══ GIVEN DATA
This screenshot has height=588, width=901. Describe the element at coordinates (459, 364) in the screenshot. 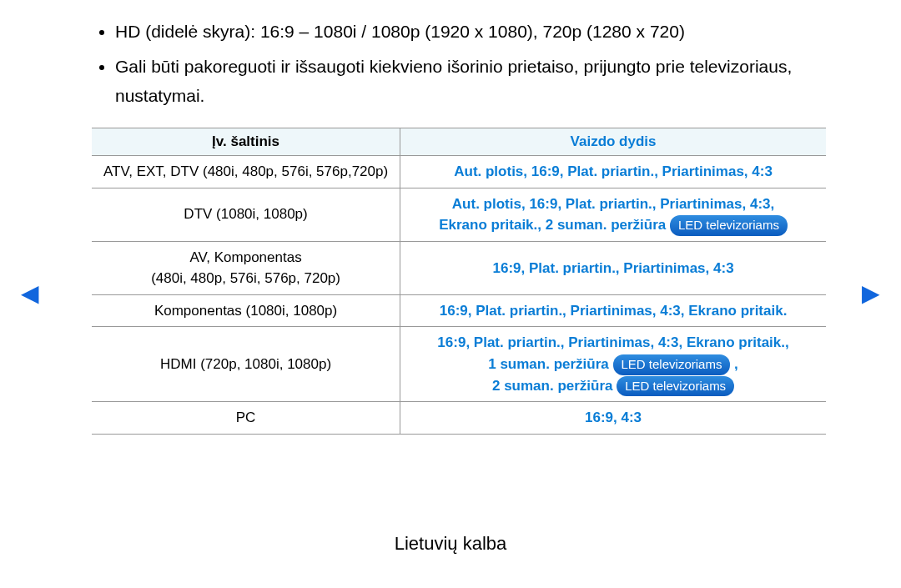

I see `table-row: HDMI (720p, 1080i, 1080p) 16:9, Plat. pr…` at that location.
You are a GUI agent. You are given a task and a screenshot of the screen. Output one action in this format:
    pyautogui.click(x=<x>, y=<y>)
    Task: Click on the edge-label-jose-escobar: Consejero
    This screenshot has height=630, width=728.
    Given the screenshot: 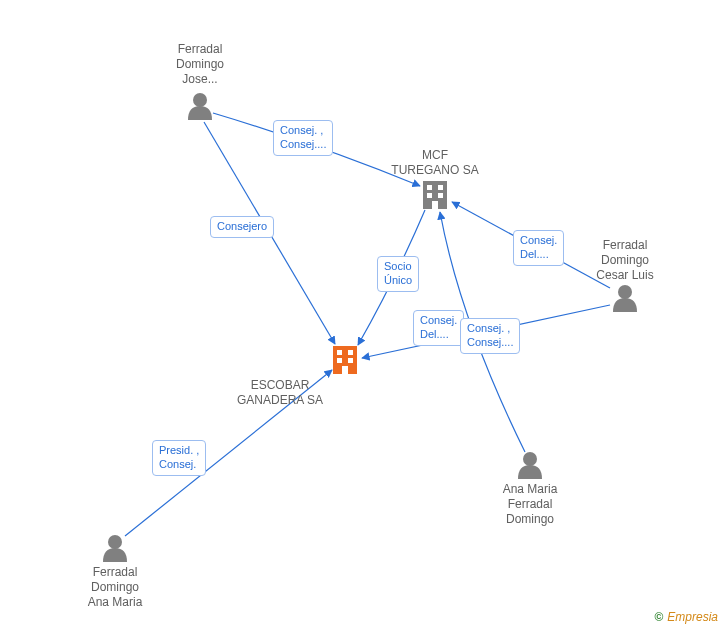 What is the action you would take?
    pyautogui.click(x=242, y=227)
    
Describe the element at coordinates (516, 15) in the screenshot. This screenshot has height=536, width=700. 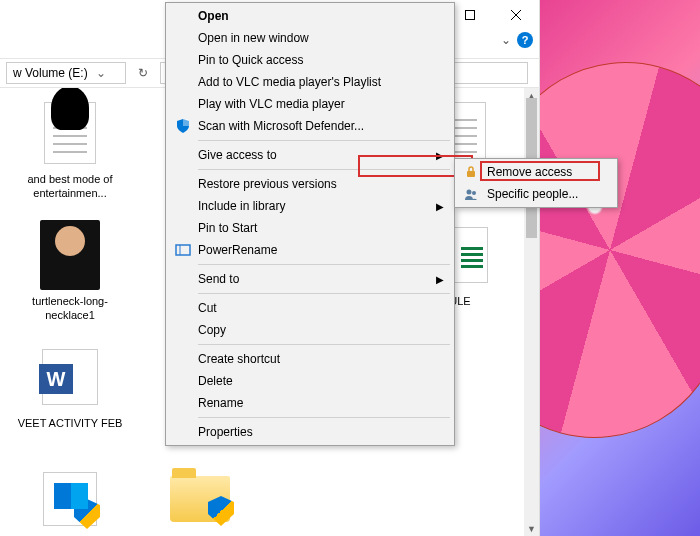
I see `close-button` at that location.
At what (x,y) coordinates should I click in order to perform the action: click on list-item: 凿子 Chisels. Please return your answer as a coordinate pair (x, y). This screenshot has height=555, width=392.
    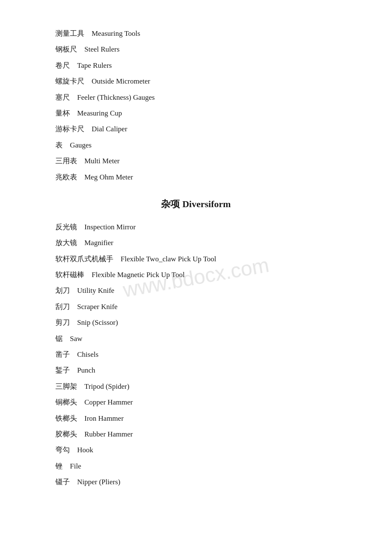
    Looking at the image, I should click on (196, 355).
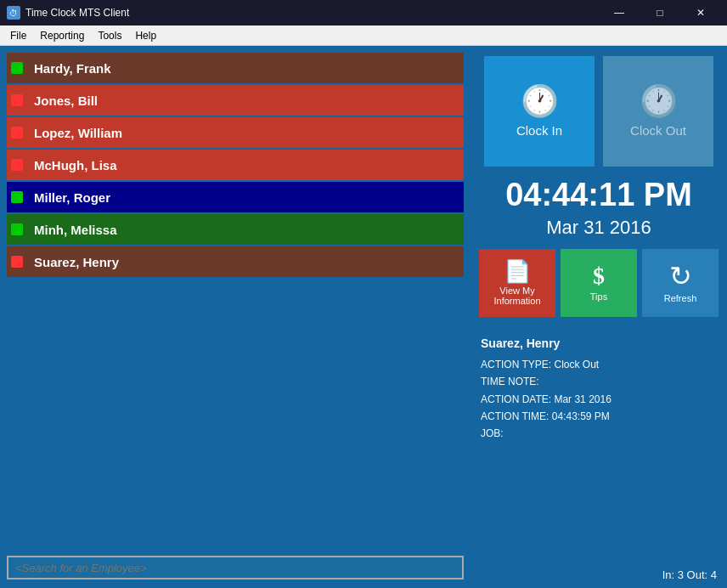  Describe the element at coordinates (599, 416) in the screenshot. I see `info-action-time: ACTION TIME: 04:43:59 PM` at that location.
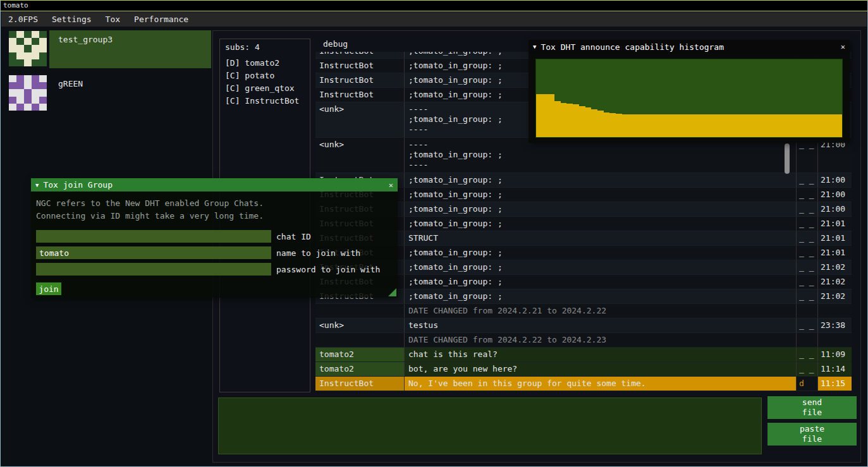 The width and height of the screenshot is (868, 467). What do you see at coordinates (834, 369) in the screenshot?
I see `chat-row-time: 11:14` at bounding box center [834, 369].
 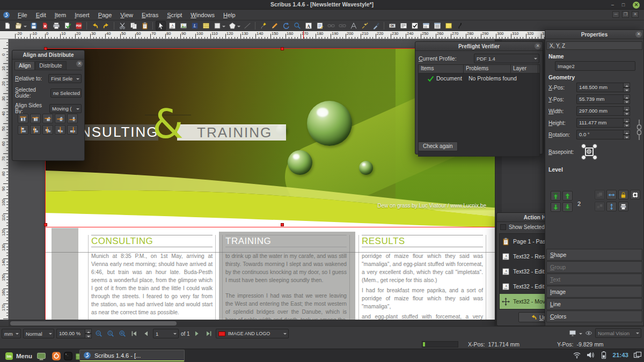 What do you see at coordinates (636, 5) in the screenshot?
I see `close-icon: ✕` at bounding box center [636, 5].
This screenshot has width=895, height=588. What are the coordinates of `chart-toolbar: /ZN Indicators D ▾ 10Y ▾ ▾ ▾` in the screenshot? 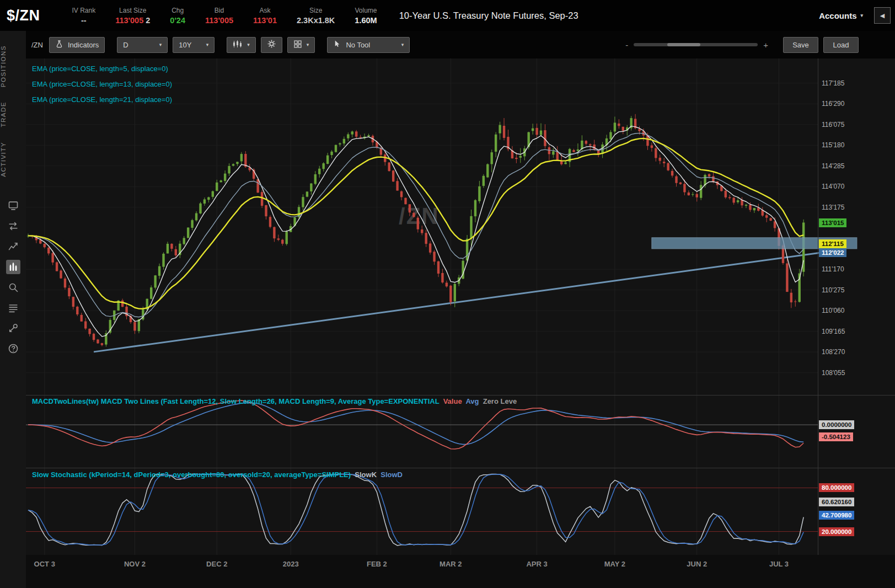 It's located at (460, 45).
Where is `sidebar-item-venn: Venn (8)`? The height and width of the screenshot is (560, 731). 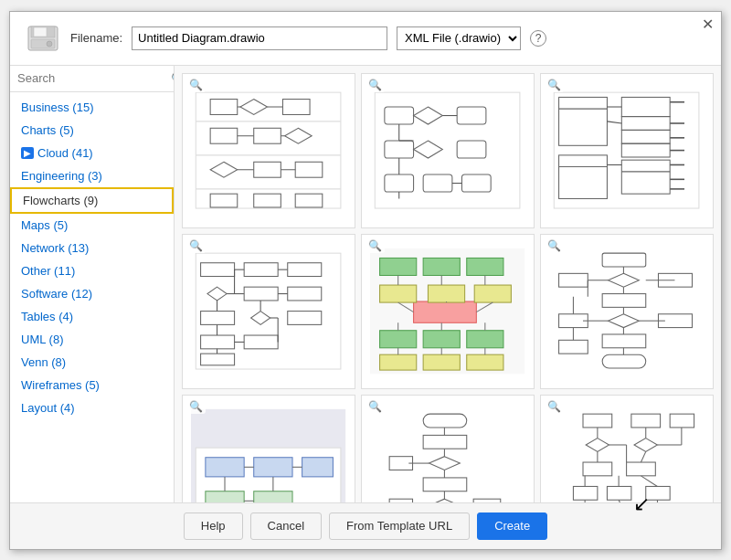
sidebar-item-venn: Venn (8) is located at coordinates (91, 362).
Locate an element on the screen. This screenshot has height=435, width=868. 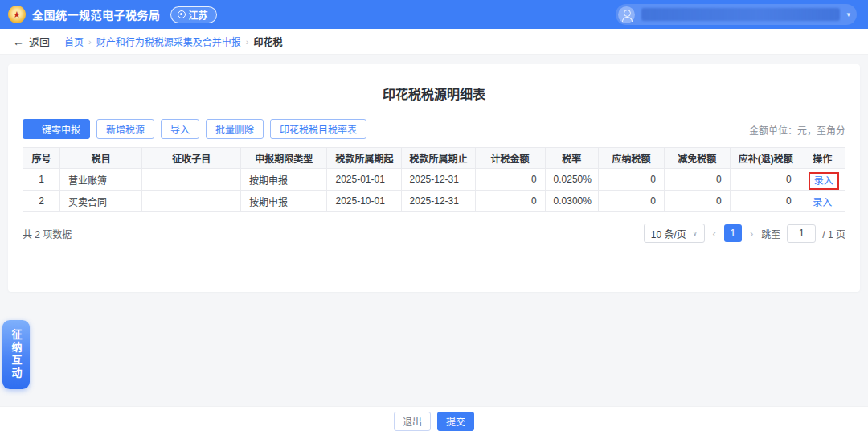
current-page-button: 1 is located at coordinates (733, 233).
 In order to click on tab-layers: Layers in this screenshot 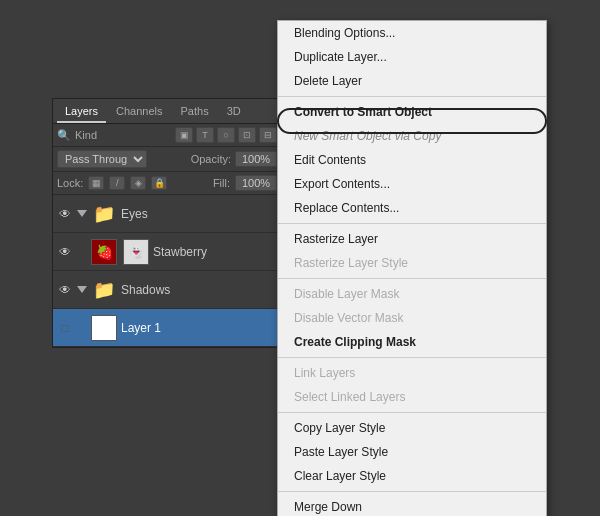, I will do `click(82, 112)`.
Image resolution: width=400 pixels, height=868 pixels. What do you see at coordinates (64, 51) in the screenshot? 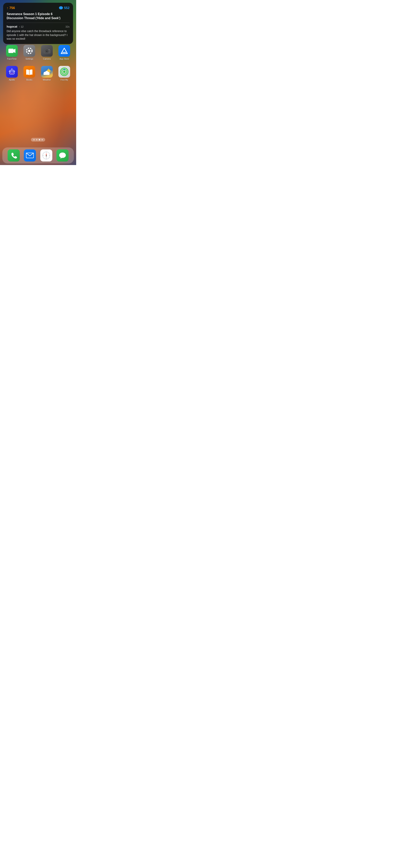
I see `appstore-icon` at bounding box center [64, 51].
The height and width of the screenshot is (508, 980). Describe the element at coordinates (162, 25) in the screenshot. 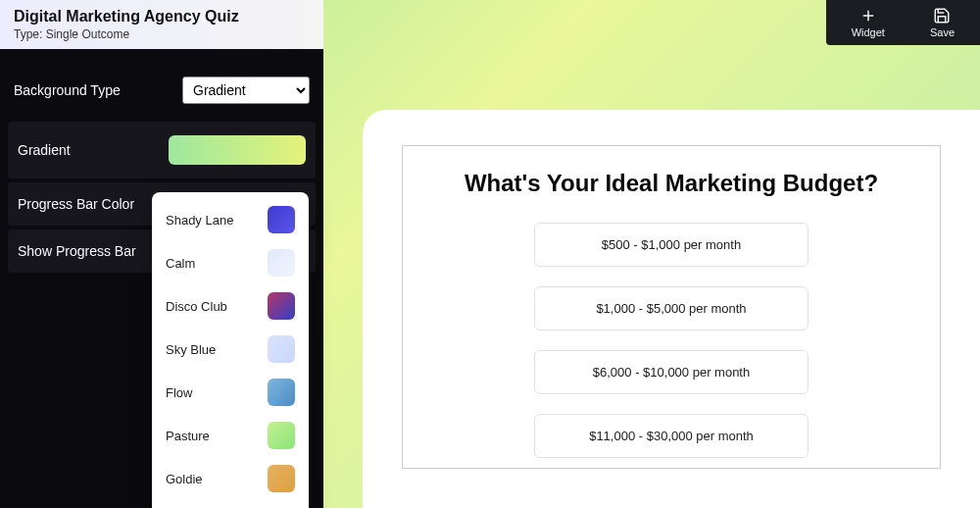

I see `sidebar-header: Digital Marketing Agency Quiz Type: Sing…` at that location.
════
:: EXERCISE ::
What is needed is an exact transcription of the lines from the one containing "The height and width of the screenshot is (508, 980)." through the last line of the records above, both included, with no pictures.

:: SOLUTION ::
The height and width of the screenshot is (508, 980). Describe the element at coordinates (162, 25) in the screenshot. 

I see `sidebar-header: Digital Marketing Agency Quiz Type: Sing…` at that location.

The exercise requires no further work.